Deceased Monostori Attila

Terrible news struck the Hungarian water polo family: on Saturday night, just a few weeks after his 54th birthday, Monostori Attila, our 114-times capped, European Championship silver medalist, World Cup winner water polo player, passed away tragically.
This morning, OSC's age group teams were supposed to play matches against Vác. On the results platform, you can now read for all of them: POSTPONED.
And if we know why the matches had to be postponed, then this word begins to burn our eyes and torment our souls.
Because there was supposed to be a meeting this morning at Szőnyi, where Vác plays its matches, and where Attila "bá" fought in so many big matches back in the day - and where he would have held the usual name reading...
This morning, however, there was no meeting.
There was no name reading.
Just questions, like... why? How? This, this isn't true, is it?
But unfortunately, it is.
Attila "bá" couldn't be there with them this morning.
And he will never be there again. Not at gatherings, not at the kids' matches, not at the practices...
Neither with his family, nor with us.
Manó – as he was called in the nineties - his best years in his career fell in the mid-nineties. After becoming champion with Tungsram in 1992, the former junior national team player, who had medals from two European Championships and one World Championship, joined the senior national team and formed, alongside Németh Zsolt, one of the strongest center-back pairs in the field for three years.
Attila was a true powerhouse, a classic colossus, who didn't leave much room for the centers next to him, and was also capable of unleashing serious bombs upfront if the situation demanded.
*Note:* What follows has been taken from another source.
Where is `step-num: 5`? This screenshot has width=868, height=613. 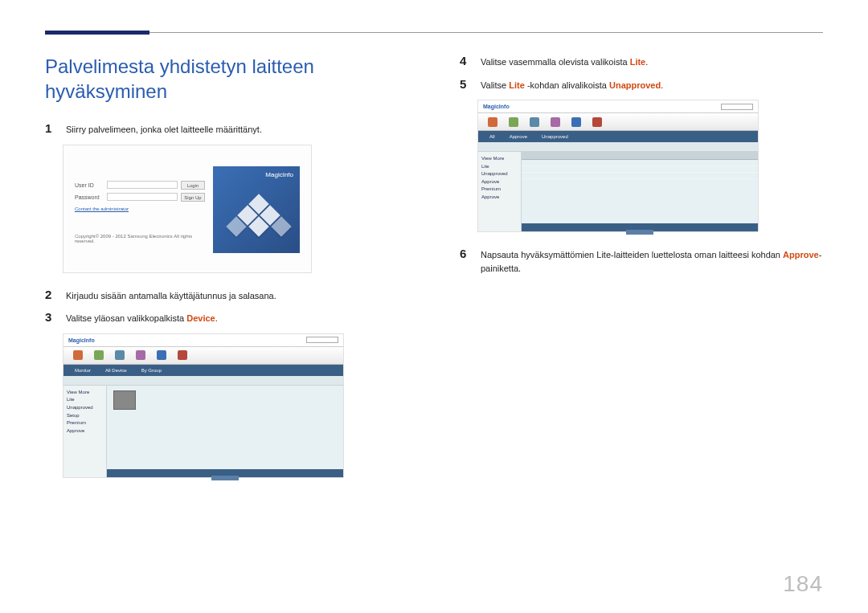 step-num: 5 is located at coordinates (465, 84).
Thanks to his qualities, he was indomitable in the national team between 1993 and 1996, becoming European Championship silver medalist in 1993 and 1995, and a World Cup winner in the latter year. He was also one of those who returned disappointed from the Atlanta Olympics, where we eventually finished fourth.
After that, he excelled in his club teams: in 1996, he was signed by BVSC, who surprisingly won the championship that year, and he won the gold medal three times in the following seasons.
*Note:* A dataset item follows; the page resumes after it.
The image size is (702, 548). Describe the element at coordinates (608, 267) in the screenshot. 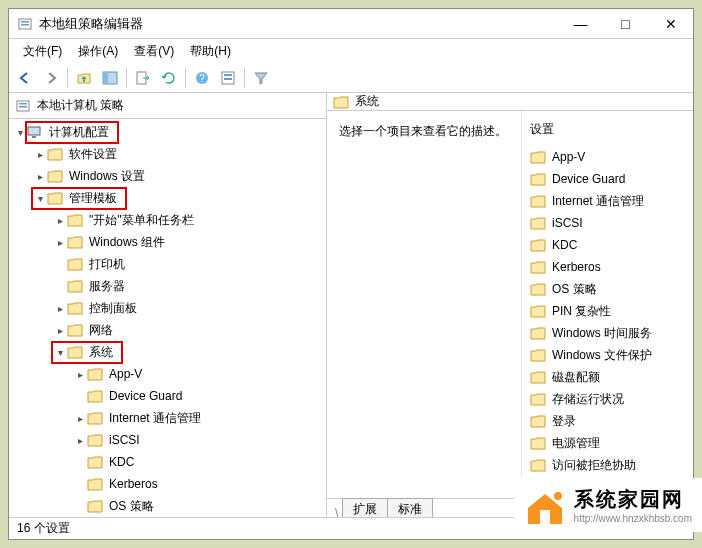

I see `list-item: Kerberos` at that location.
In 1999, he moved to Italy: he became one of those who participated in the first, foundational phase of the soon-to-be world-beating Recco's rebuilding - this eventually resulted in a bronze medal in 2000 -, later he also played in Bologna and Savona. Upon his return, he spent a season again at BVSC, then at Ferencváros and Szeged, then moved to Nagyvárad, where he won the Romanian championship four times in a row with CSM Oradea. He finally retired from the game in 2015 in Kecskemét - or rather, he never really left the pool.
Because even in 2022, over the age of fifty, he was still scoring goals in the Budapest league playing for the team named BVSC-Heavy, alongside several former elite players, doing what they loved the most: playing water polo.
He has also been coaching for years, working with OSC's age group teams in recent seasons.
This life dedicated to the sport has now come to a heart-wrenching end. We search for words, but the shock and the immense emptiness that comes with it paralyze the mouth and petrify the fingers pressing the keys.
We just sit and stare ahead with vacant eyes - and all we can whisper is: Farewell, Manó.